Los Angeles Considers Ordinance Banning the Feeding of City's Growing Homeless Population
The Los Angeles City Council is considering a ban on the feeding of homeless people in public spaces even as the city's homeless population has dramatically defied a national decline.
The county's homeless population stands at 57,737, a 15 percent increase from 2011 to 2013, reports the Department of Housing and Urban Development. As the population moves into areas like West Hollywood, Venice and Brentwood, it has frustrated homeowners and led two city council members, Tom LaBonge and Mitch O'Farrell, to introduce a resolution that would ban outdoor feeding.

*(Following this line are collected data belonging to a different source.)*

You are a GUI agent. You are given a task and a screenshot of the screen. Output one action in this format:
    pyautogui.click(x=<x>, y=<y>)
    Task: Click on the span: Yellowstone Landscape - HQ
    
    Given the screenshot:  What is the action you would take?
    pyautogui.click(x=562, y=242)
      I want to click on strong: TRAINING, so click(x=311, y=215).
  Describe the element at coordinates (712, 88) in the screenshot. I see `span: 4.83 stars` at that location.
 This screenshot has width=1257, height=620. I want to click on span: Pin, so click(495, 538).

But even while the rest of the city grapples with the influx of homeless people, the majority of them are still concentrated in the Los Angeles neighborhood of Skid Row. Back in the 1970s, the city decided to intentionally concentrate homeless and drug addiction services like missions, shelters and recovery centers in the neighborhood in downtown Los Angeles.
Andy Bales, the CEO of the Union Rescue Mission, a Christian nonprofit organization that has been serving the Skid Row community since 1891, described the 49-square block area as "like nothing else in the entire U.S."

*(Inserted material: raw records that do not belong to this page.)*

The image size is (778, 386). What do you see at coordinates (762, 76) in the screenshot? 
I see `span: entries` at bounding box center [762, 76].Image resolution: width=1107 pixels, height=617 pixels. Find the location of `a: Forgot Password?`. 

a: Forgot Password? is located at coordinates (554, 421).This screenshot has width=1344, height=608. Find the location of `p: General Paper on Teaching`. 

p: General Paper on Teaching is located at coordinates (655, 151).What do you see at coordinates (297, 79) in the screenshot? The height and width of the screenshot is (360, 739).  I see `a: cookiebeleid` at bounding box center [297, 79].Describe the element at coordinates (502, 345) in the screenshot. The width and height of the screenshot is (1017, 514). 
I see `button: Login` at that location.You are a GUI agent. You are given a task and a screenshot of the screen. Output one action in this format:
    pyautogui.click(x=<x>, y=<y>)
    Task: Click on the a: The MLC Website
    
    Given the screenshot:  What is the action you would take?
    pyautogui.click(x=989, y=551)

"It is probably the biggest manmade disaster in the U.S. to plan it that way," Bales told The Christian Post. "Though we've had efforts since then to deconstruct it and move it outside, I guess the neighbors in the surrounding areas do not want to have services in the area, so now the folks are caught in the 'twilight zone' of Skid Row."
Roughly 2,000 people live on the street, said Bales, as well as the hundreds that live in the shelters and low-rent hotels.

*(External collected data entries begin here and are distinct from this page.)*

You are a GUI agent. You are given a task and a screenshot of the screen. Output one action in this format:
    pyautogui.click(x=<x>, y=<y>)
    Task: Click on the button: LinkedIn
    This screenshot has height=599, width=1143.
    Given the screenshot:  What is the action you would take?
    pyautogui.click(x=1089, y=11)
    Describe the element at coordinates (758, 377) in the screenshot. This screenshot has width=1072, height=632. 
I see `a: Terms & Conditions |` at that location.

According to Bales, the majority of the existing services would not be among those affected by an outdoor feeding ban. Instead, many are groups coming from outside the neighborhood or city and enter Skid Row with "day-old Krispy Kreme doughnuts" or "barbequed chicken" independently, not partnering their efforts with those of existing missions.
Deon Joseph, an officer with the Los Angeles Police Department who has worked in Skid Row for 16 out of his 18 years in the field, is critical of the impact of these efforts.
In a Facebook post earlier this year, Joseph wrote to would-be outdoor feeders, "When you feed [homeless people] in the street, you unintentionally rob them of any incentive to change, cause them to eat in a filthy environment, which many of them contribute to as they eat what they like, and throw the rest into the street. This is why you see the unhealthy conditions that the homeless in Skid Row live in."
"You must understand that when you feed the homeless in the street, you unintentionally rob them of any incentive to seek assistance from the various services in the area," he added.
In his experience, Bales said the other problem the groups cause is they do not build long-term relationships with individuals, often duplicating existing feeding services but undermining some of the longer-term efforts of the organizations.
"I think what people don't realize is that there's probably plenty of food being fed on Skid Row and that folks should connect with a mission that has a food program," said Bales.
For instance, Bales' own group uses its feeding program to encourage people to join a year-long Christian-based recovery program to help participants work through anger problems, drug addiction and establish a relationship with God.
Some of the incentive for change is lost, he says, when people just receive food on the street.
Yet Bales also said that given the increase of homelessness in Los Angeles County, he would not suggest banning outdoor eating, which he admits his organization participates in when it cooks more than 100 turkeys during the holiday season. Instead, Bales wants to push for more effective cooperation between the existing and visiting groups.
"There are so many people on the street that I would not want to inhibit any feeding of people who are desperate who may not be anywhere near where services are available," said Bales, admitting that he used to go out weekly to feed the homeless.
"I'd hate for folks who are [feeding outside] in a smart way, connecting people to services, I'd hate for them to have a restriction on being able to feed," he added.
Joseph suggested that individuals seeking to help Skid Row's homeless population pass out hygiene kits or bottled water. At a larger level, he said, if other cities in Los Angeles County built shelters, it would help decrease the density of homelessness in the neighborhood and could help mitigate issues like crime and violence.
The officer, a "born-again Christian," said that he wanted to be clear that he is not trying to discourage individuals from coming out to Skid Row, but wants them to be aware of the nuances and challenges of solving homelessness and transforming lives, and that it's more than "throwing food and clothes at the homeless."
"[Outdoor feeding] at Skid Row just seems to be the easy thing to do. Let's look throughout history, because any noble thing was hard," Joseph told CP.
"People want to come down and do good, but they drive off and what they don't realize is that they are a part, both indirectly and directly, of worsening the quality of life and furthering the crime when they leave. A sandwich has never changed anyone's life in Skid Row," said Joseph.